If Brigitte Bardot had been more of a hard-core adventuress, she would have roughed it on the Datça peninsula and not the French Riviera. Hung over and socially spent, Ipek and I hop a ninety-minute ferry over from Bodrum, and even in the small port town of Körmen, the area feels vintage Mediterranean. At times Datça reminds me of Big Sur with its tall pines and hairpin hillside roads. Occasionally there's a little settlement with farmhouses and half-built beached gulets that look like dinosaur skeletons. We check into a funky hotel, Sabrinas Haus, and after realizing that there's perfectly nothing to do, fall into a long sleep. I haven't felt so relaxed since I arrived.
It is but a brief respite. The next day, we are heading two hundred miles east to check out the go-go yacht culture in Göcek, a harbor town with nautical supplies and a few hotels and restaurants at the base of environmentally protected dramatic hills that kick across the horizon. The action takes place in the coves secluded behind wild pines with not a speck of condo terrace to mar the view, where members of the ruling classes (think Prince Charles, Valentino, Princess Caroline) motor up in the summer aboard floating mansions. In other words, the way to join the social whirl here is to be aboard a yacht, preferably a really big one.
Luckily, a friend has pulled some strings, and Turkish socialite Çiğdem Simavi, who surveys the Göcek waters from an eight-suite, 177-foot vessel modeled after a 1900s passenger yacht, is "between guests." She invites us aboard for the night. She and her white-clad crew are waiting for us in the marina, the side of her massive wooden craft painted with gold vines and big letters spelling out Çiğdem. Çiğdem is hosting a lunch, so we must get under way, which feels a bit like cruising with a girl posse in a pink Cadillac on Saturday night. After motoring for forty minutes, we find our guests moored in a cove on a small ship with four levels and a heliport. A few minutes later, a tender appears with a British family, the women dressed in mumus and pearls. Cocktails in hand, we shuffle into Çiğdem's air-conditioned living room, furnished with a white piano, mirrored Grecian columns, and several Picassos. "We've hardly had a chance to go swimming," one of the Brits, a lawyer, drawls during the pre-meal small talk.
Lunch is a four-hour, seven-course affair, a red wine blur of fish cakes, cheese pastry, peaches in gin and Splenda, and cheesecake Häagen-Dazs. "If you go to Sardinia, Cannes, or Marbella, it's like parking in a parking lot," opines Çiğdem, from behind her monolithic dark glasses. "The marinas smell, the water is dirty, and it's expensive. Here the trees grow at the water's edge in pure nature, and there are no big ugly buildings." The topics of conversation are pirate attacks on the Suez Canal that are scaring off yachts bound here from the Middle East (bad), Russian investment (good), and the increasing number of boats puttering around in view of Çiğdem's brass portholes.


**TASK ITEM:**
Only the pictures are dropped; the lines of the material that follow are returned exactly.

::: SOURCE RECORDS

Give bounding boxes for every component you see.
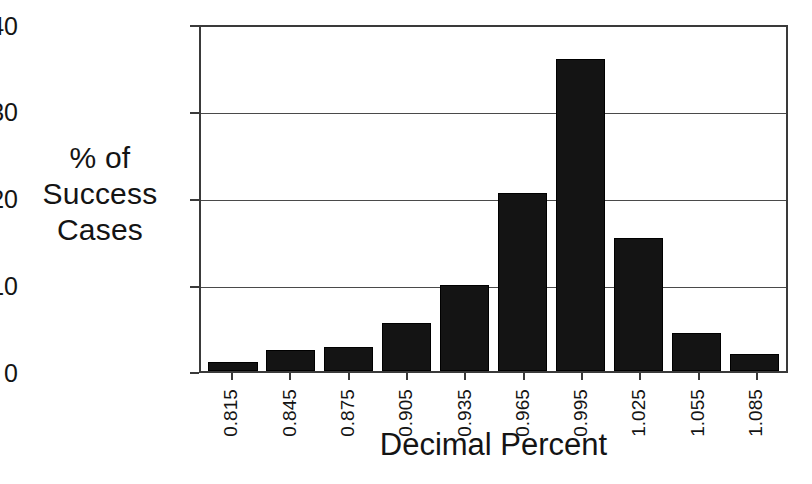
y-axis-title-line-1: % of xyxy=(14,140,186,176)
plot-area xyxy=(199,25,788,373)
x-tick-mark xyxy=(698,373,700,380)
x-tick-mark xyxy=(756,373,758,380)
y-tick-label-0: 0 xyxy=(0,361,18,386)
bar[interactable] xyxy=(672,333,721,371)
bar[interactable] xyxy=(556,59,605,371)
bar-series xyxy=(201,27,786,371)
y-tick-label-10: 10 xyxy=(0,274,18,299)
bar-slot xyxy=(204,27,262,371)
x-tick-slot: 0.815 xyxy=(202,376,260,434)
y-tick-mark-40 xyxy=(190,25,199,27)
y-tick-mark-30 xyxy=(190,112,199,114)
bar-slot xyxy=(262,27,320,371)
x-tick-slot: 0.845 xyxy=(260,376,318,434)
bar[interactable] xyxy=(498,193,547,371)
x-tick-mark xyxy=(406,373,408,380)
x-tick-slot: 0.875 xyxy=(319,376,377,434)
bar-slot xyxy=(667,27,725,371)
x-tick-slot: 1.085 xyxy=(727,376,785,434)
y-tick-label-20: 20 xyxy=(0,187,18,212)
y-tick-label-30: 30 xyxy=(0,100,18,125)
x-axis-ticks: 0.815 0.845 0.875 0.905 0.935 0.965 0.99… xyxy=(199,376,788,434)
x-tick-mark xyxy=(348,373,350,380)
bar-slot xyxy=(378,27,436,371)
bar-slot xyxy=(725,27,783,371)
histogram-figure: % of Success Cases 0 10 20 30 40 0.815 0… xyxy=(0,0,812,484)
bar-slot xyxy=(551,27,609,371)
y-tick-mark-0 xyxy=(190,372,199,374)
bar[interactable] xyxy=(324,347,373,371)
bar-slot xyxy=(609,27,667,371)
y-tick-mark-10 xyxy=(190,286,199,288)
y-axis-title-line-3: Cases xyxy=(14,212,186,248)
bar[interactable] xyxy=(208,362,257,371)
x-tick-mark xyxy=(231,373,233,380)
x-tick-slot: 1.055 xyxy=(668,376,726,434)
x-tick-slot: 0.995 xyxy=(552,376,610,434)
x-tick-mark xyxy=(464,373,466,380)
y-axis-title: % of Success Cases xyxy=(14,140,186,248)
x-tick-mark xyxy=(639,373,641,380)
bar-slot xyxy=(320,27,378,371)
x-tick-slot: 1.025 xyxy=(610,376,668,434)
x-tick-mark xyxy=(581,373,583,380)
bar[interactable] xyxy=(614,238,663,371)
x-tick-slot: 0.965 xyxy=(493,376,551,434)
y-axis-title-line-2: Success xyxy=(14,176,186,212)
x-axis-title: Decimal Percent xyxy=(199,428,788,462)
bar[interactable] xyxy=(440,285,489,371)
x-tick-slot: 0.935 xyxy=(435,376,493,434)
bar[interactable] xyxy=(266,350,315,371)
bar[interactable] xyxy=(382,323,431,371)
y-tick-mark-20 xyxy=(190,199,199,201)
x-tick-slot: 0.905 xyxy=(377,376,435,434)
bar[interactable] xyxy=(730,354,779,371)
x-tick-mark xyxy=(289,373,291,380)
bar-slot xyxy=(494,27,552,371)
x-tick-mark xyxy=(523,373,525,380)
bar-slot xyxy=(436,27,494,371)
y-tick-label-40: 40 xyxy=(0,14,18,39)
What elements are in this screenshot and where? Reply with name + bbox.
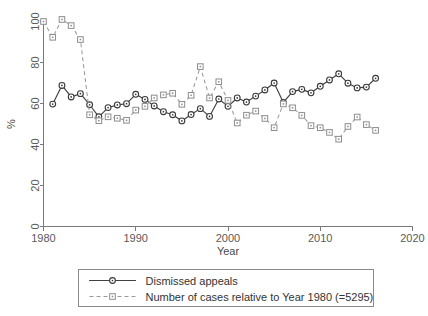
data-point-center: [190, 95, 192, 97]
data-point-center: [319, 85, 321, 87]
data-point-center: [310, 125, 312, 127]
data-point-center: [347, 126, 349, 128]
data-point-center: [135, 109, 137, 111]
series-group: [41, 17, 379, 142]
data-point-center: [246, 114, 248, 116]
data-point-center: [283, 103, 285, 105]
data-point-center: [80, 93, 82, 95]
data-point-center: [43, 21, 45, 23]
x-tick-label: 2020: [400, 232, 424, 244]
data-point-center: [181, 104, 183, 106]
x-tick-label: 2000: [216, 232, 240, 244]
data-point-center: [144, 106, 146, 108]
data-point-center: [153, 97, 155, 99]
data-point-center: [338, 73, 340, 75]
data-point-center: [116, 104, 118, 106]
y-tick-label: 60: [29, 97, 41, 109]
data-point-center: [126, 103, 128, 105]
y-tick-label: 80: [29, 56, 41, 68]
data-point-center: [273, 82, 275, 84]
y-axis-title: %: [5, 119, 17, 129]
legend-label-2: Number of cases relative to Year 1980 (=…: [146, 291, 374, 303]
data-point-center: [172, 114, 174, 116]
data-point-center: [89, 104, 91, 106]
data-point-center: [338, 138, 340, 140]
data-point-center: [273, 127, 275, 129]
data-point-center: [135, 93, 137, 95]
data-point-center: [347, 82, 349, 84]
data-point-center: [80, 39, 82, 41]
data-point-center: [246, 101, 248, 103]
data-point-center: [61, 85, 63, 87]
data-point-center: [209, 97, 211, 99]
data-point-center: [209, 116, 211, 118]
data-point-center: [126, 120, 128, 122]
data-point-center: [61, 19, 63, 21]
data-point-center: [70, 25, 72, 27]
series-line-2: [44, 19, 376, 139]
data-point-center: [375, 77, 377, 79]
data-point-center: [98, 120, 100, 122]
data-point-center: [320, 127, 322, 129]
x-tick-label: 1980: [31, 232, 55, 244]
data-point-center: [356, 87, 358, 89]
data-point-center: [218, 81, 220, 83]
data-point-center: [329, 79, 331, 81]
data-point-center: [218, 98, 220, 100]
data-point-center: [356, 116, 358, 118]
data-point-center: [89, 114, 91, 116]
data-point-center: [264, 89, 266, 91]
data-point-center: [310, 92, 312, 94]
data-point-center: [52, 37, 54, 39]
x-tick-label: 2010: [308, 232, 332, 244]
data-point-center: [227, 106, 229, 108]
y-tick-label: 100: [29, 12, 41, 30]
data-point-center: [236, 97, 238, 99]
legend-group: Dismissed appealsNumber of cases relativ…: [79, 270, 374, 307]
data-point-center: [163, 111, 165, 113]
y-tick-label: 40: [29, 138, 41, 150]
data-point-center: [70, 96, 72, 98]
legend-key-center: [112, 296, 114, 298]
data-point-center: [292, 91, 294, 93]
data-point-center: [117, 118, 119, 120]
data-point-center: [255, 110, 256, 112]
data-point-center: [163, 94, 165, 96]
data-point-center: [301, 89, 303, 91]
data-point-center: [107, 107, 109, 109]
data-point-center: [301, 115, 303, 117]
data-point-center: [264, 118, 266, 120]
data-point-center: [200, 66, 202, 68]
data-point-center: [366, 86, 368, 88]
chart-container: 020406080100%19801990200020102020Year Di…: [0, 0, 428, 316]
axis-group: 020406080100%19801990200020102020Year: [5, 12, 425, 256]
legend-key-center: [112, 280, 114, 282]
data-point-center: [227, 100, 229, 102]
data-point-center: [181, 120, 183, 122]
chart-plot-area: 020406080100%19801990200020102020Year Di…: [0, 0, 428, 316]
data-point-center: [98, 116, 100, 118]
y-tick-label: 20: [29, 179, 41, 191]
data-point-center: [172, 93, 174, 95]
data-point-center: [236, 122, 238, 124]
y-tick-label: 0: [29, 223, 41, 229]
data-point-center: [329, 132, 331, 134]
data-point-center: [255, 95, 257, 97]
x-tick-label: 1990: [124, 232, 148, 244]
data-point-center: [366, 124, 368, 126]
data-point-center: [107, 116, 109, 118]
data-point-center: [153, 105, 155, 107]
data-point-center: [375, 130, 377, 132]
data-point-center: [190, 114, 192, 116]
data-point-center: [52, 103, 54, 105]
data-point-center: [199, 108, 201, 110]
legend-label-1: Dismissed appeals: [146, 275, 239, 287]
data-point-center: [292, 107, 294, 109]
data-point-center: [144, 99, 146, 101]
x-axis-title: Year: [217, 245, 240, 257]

::::::

**TASK RESULT:**
Give bounding boxes for every component you see.
y-axis-title-line-1: % of xyxy=(14,140,186,176)
plot-area xyxy=(199,25,788,373)
x-tick-mark xyxy=(698,373,700,380)
x-tick-mark xyxy=(756,373,758,380)
y-tick-label-0: 0 xyxy=(0,361,18,386)
bar[interactable] xyxy=(672,333,721,371)
bar[interactable] xyxy=(556,59,605,371)
bar-series xyxy=(201,27,786,371)
y-tick-label-10: 10 xyxy=(0,274,18,299)
bar-slot xyxy=(204,27,262,371)
x-tick-slot: 0.815 xyxy=(202,376,260,434)
y-tick-mark-40 xyxy=(190,25,199,27)
y-tick-mark-30 xyxy=(190,112,199,114)
bar-slot xyxy=(262,27,320,371)
x-tick-slot: 0.845 xyxy=(260,376,318,434)
bar[interactable] xyxy=(498,193,547,371)
x-tick-mark xyxy=(406,373,408,380)
x-tick-slot: 0.875 xyxy=(319,376,377,434)
bar-slot xyxy=(667,27,725,371)
x-tick-slot: 1.085 xyxy=(727,376,785,434)
y-tick-label-20: 20 xyxy=(0,187,18,212)
y-tick-label-30: 30 xyxy=(0,100,18,125)
x-axis-ticks: 0.815 0.845 0.875 0.905 0.935 0.965 0.99… xyxy=(199,376,788,434)
x-tick-mark xyxy=(348,373,350,380)
bar-slot xyxy=(378,27,436,371)
bar-slot xyxy=(725,27,783,371)
histogram-figure: % of Success Cases 0 10 20 30 40 0.815 0… xyxy=(0,0,812,484)
bar-slot xyxy=(551,27,609,371)
y-tick-mark-0 xyxy=(190,372,199,374)
bar[interactable] xyxy=(324,347,373,371)
bar-slot xyxy=(609,27,667,371)
y-tick-mark-10 xyxy=(190,286,199,288)
y-axis-title-line-3: Cases xyxy=(14,212,186,248)
bar[interactable] xyxy=(208,362,257,371)
x-tick-mark xyxy=(231,373,233,380)
x-tick-slot: 1.055 xyxy=(668,376,726,434)
x-tick-slot: 0.995 xyxy=(552,376,610,434)
x-tick-mark xyxy=(464,373,466,380)
y-axis-title: % of Success Cases xyxy=(14,140,186,248)
x-tick-mark xyxy=(639,373,641,380)
bar-slot xyxy=(320,27,378,371)
x-tick-slot: 1.025 xyxy=(610,376,668,434)
x-tick-mark xyxy=(581,373,583,380)
bar[interactable] xyxy=(614,238,663,371)
x-tick-slot: 0.965 xyxy=(493,376,551,434)
y-axis-title-line-2: Success xyxy=(14,176,186,212)
x-axis-title: Decimal Percent xyxy=(199,428,788,462)
bar[interactable] xyxy=(440,285,489,371)
x-tick-slot: 0.935 xyxy=(435,376,493,434)
bar[interactable] xyxy=(266,350,315,371)
bar[interactable] xyxy=(382,323,431,371)
y-tick-mark-20 xyxy=(190,199,199,201)
x-tick-slot: 0.905 xyxy=(377,376,435,434)
bar[interactable] xyxy=(730,354,779,371)
x-tick-mark xyxy=(289,373,291,380)
bar-slot xyxy=(494,27,552,371)
x-tick-mark xyxy=(523,373,525,380)
bar-slot xyxy=(436,27,494,371)
y-tick-label-40: 40 xyxy=(0,14,18,39)
What elements are in this screenshot and where? Reply with name + bbox.
data-point-center: [190, 95, 192, 97]
data-point-center: [319, 85, 321, 87]
data-point-center: [310, 125, 312, 127]
data-point-center: [347, 126, 349, 128]
data-point-center: [135, 109, 137, 111]
series-group: [41, 17, 379, 142]
data-point-center: [246, 114, 248, 116]
data-point-center: [283, 103, 285, 105]
data-point-center: [80, 93, 82, 95]
data-point-center: [43, 21, 45, 23]
x-tick-label: 2020: [400, 232, 424, 244]
data-point-center: [181, 104, 183, 106]
x-tick-label: 2000: [216, 232, 240, 244]
data-point-center: [144, 106, 146, 108]
data-point-center: [153, 97, 155, 99]
data-point-center: [338, 73, 340, 75]
data-point-center: [116, 104, 118, 106]
y-tick-label: 60: [29, 97, 41, 109]
data-point-center: [126, 103, 128, 105]
y-tick-label: 80: [29, 56, 41, 68]
data-point-center: [273, 82, 275, 84]
y-axis-title: %: [5, 119, 17, 129]
legend-label-2: Number of cases relative to Year 1980 (=…: [146, 291, 374, 303]
data-point-center: [172, 114, 174, 116]
data-point-center: [89, 104, 91, 106]
data-point-center: [338, 138, 340, 140]
data-point-center: [273, 127, 275, 129]
data-point-center: [135, 93, 137, 95]
data-point-center: [347, 82, 349, 84]
data-point-center: [80, 39, 82, 41]
data-point-center: [246, 101, 248, 103]
data-point-center: [61, 85, 63, 87]
data-point-center: [209, 97, 211, 99]
data-point-center: [209, 116, 211, 118]
data-point-center: [126, 120, 128, 122]
data-point-center: [61, 19, 63, 21]
data-point-center: [70, 25, 72, 27]
series-line-2: [44, 19, 376, 139]
data-point-center: [375, 77, 377, 79]
data-point-center: [98, 120, 100, 122]
data-point-center: [320, 127, 322, 129]
x-tick-label: 1980: [31, 232, 55, 244]
data-point-center: [356, 87, 358, 89]
data-point-center: [218, 81, 220, 83]
data-point-center: [329, 79, 331, 81]
data-point-center: [218, 98, 220, 100]
data-point-center: [356, 116, 358, 118]
data-point-center: [89, 114, 91, 116]
data-point-center: [264, 89, 266, 91]
data-point-center: [310, 92, 312, 94]
data-point-center: [52, 37, 54, 39]
x-tick-label: 2010: [308, 232, 332, 244]
data-point-center: [227, 106, 229, 108]
y-tick-label: 100: [29, 12, 41, 30]
data-point-center: [236, 97, 238, 99]
legend-group: Dismissed appealsNumber of cases relativ…: [79, 270, 374, 307]
data-point-center: [163, 111, 165, 113]
y-tick-label: 40: [29, 138, 41, 150]
data-point-center: [70, 96, 72, 98]
legend-key-center: [112, 296, 114, 298]
data-point-center: [292, 91, 294, 93]
data-point-center: [117, 118, 119, 120]
data-point-center: [255, 110, 256, 112]
data-point-center: [163, 94, 165, 96]
data-point-center: [301, 89, 303, 91]
data-point-center: [107, 107, 109, 109]
data-point-center: [301, 115, 303, 117]
data-point-center: [264, 118, 266, 120]
data-point-center: [200, 66, 202, 68]
data-point-center: [366, 86, 368, 88]
chart-container: 020406080100%19801990200020102020Year Di…: [0, 0, 428, 316]
axis-group: 020406080100%19801990200020102020Year: [5, 12, 425, 256]
legend-key-center: [112, 280, 114, 282]
data-point-center: [227, 100, 229, 102]
data-point-center: [181, 120, 183, 122]
chart-plot-area: 020406080100%19801990200020102020Year Di…: [0, 0, 428, 316]
data-point-center: [98, 116, 100, 118]
y-tick-label: 20: [29, 179, 41, 191]
data-point-center: [172, 93, 174, 95]
data-point-center: [236, 122, 238, 124]
y-tick-label: 0: [29, 223, 41, 229]
data-point-center: [329, 132, 331, 134]
data-point-center: [255, 95, 257, 97]
x-tick-label: 1990: [124, 232, 148, 244]
data-point-center: [366, 124, 368, 126]
data-point-center: [107, 116, 109, 118]
data-point-center: [153, 105, 155, 107]
data-point-center: [375, 130, 377, 132]
data-point-center: [190, 114, 192, 116]
data-point-center: [52, 103, 54, 105]
data-point-center: [199, 108, 201, 110]
legend-label-1: Dismissed appeals: [146, 275, 239, 287]
data-point-center: [292, 107, 294, 109]
data-point-center: [144, 99, 146, 101]
x-axis-title: Year: [217, 245, 240, 257]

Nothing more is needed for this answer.